Tuesday – Friday: 12pm – 4pm Saturday & Sunday: 10am – 4pm Monday: Closed
Oscar Humphries is pleased to present Somewhere to Hang Your Hat, the first exhibition to explore collector, travel writer, and novelist Bruce Chatwin’s relationship with art.
Chatwin began his career at Sotheby’s. He escaped the art world to become a self-described nomad and a gifted and unique voice in travel writing and fiction; but he couldn’t escape the art and objects and the stories they tell. In what was essentially a resignation letter, he wrote to his editor at the Sunday Times Magazine that (he’d).. “Gone to Patagonia. Back in 6 months.” He was from childhood, a collector, and spent the rest of his life, acquiring and then getting rid of art and objects, only to acquire more; often when he couldn’t afford it. They were “sold to buy books, food, or to travel.”
Nearly always ‘away’ – Chatwin still needed ‘somewhere to hang his hat’ (The title he gave to an essay about finding the perfect flat, first published in House and Garden). He needed somewhere of his own, separate from the home he shared with his wife Elizabeth. In 1981 he commissioned a young John Pawson to renovate a Belgravia studio apartment. This exhibition will recreate the idea of this apartment, memorialised in a photograph by Francois Halard. Chatwin lists the artwoks he had there, playing the minimalist. The room where he worked was dominated by a large abstract feather Huari hanging, blue and yellow. Exhibited in this show will be work a comparable work, generously lent by Paul Hugues. Also shown will be works of art he owned, wished to own, or wrote about. From a painting by his friend Howard Hodgkin to a Celtic stone head he later gifted to Simon Sainsbury.
For Chatwin art and objects were talismans, signs of life, and mirrors. Chatwin’s novel Utz is perhaps the greatest novel to describe – with great empathy – the mania of collecting. Writing to Nicholas Shakespeare midway through his manuscript Chatwin explains the theme of the book and its protagonist. “This was a man who’d ruined his life by clinging onto his enormously wonderful collection of Meissen figurines through the horrors of the Second World War and the early years of Stalinism. The whole thing had trapped him because he could never leave the collection and it ruined his life.” This exhibition will include audio taken from Utz and a group of Meissen figures catalogued in the novel. Chatwin was Utz, but didn’t want to be. No wonder Chatwin would often get rid of nearly everything he owed. He loved art, but perhaps struggled with the idea of owning it. Perhaps it was too redolent of ‘home’, too grounding, for a man more comfortable ‘away’.
Chatwin wrote “The acquisition of an object itself becomes a quest, the chase of the recognition, the decision to purchase, the sacrifice, the fear of financial ruin, the dark cloud of unknowing, is it a fake? The unwrapping, the journey home, the ecstasy of undressing the package.”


▸ AIM OF THE TASK
The copy must match the data below line for line and contain no images.

▸ MATERIALS PROVIDED
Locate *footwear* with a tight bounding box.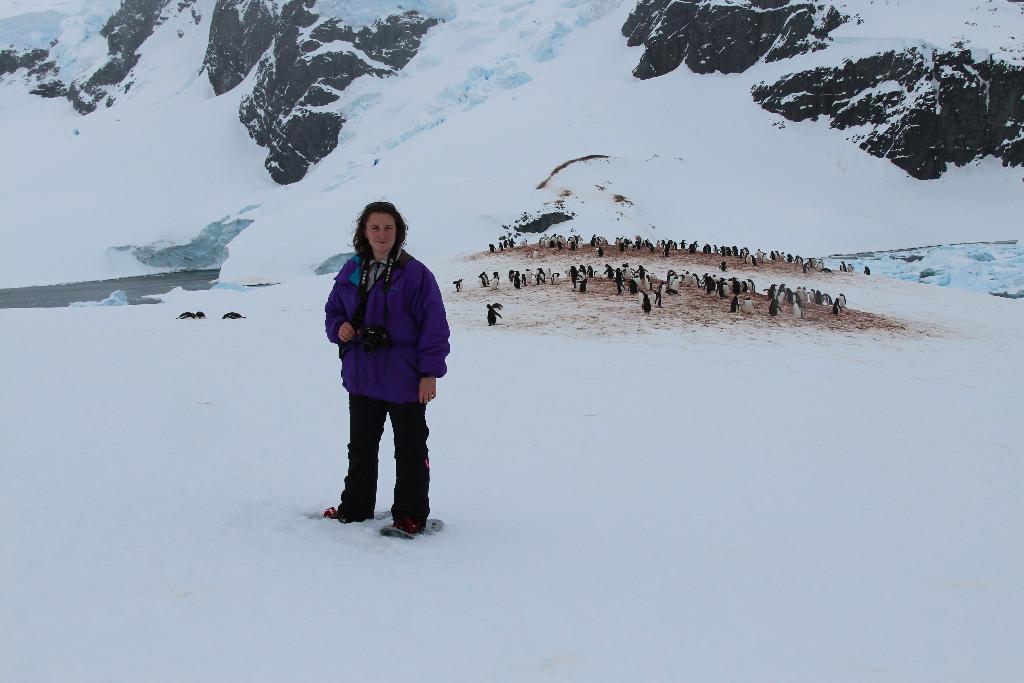
x1=336, y1=509, x2=358, y2=520.
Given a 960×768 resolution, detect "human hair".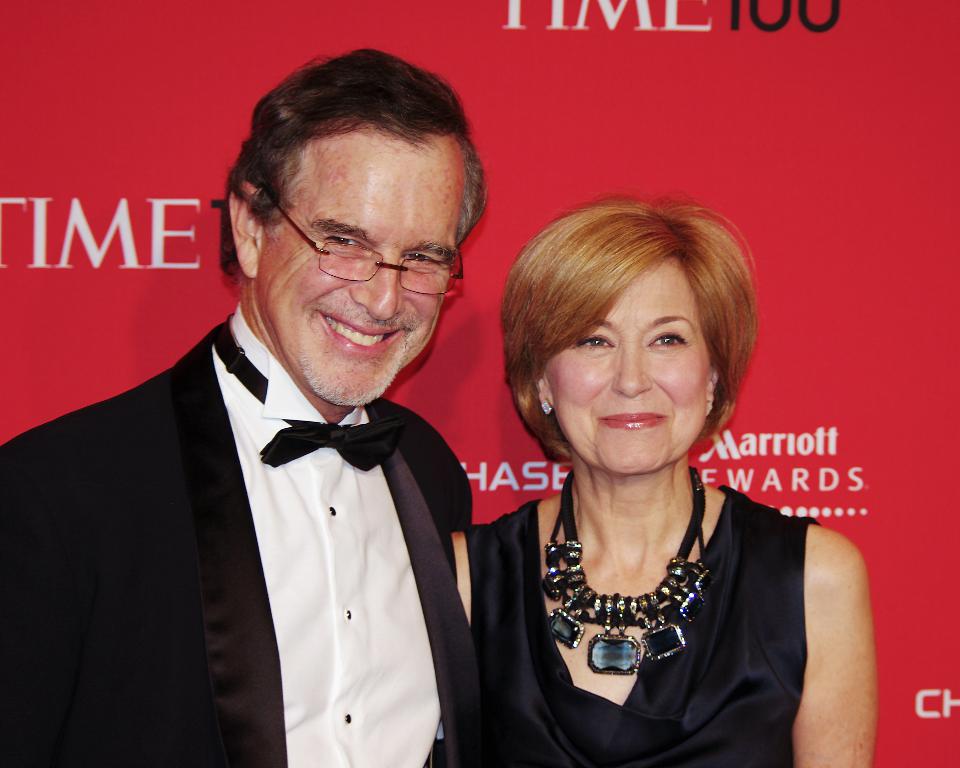
(501,191,758,461).
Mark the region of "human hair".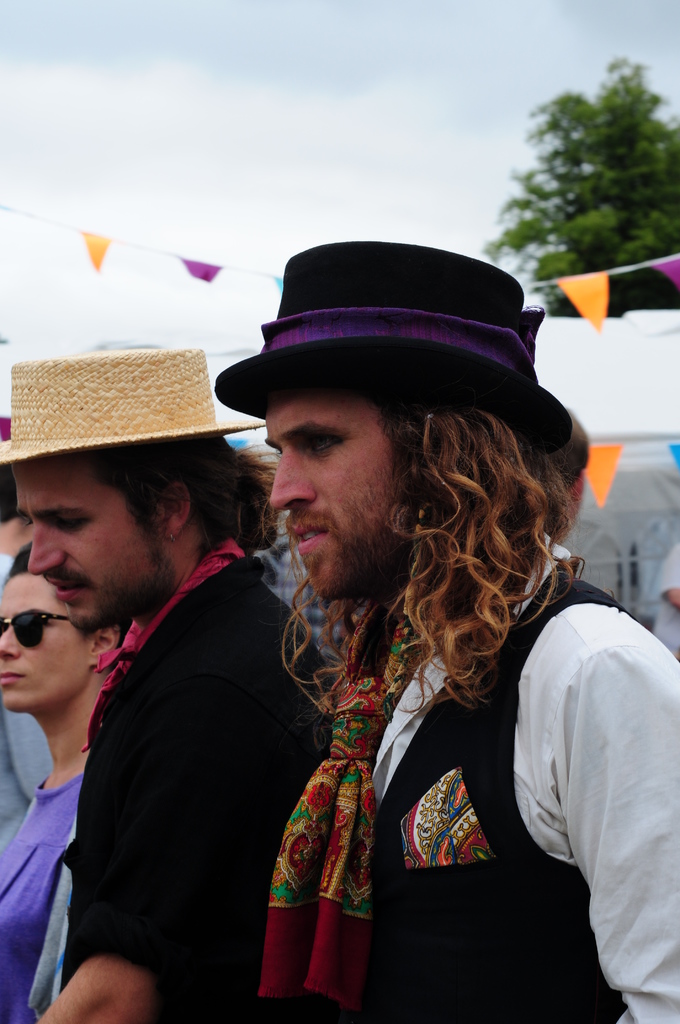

▸ YOUR RESPONSE
Locate *footwear* with a tight bounding box.
x1=336, y1=509, x2=358, y2=520.
Given a 960×768 resolution, detect "human hair".
(501,191,758,461).
Mark the region of "human hair".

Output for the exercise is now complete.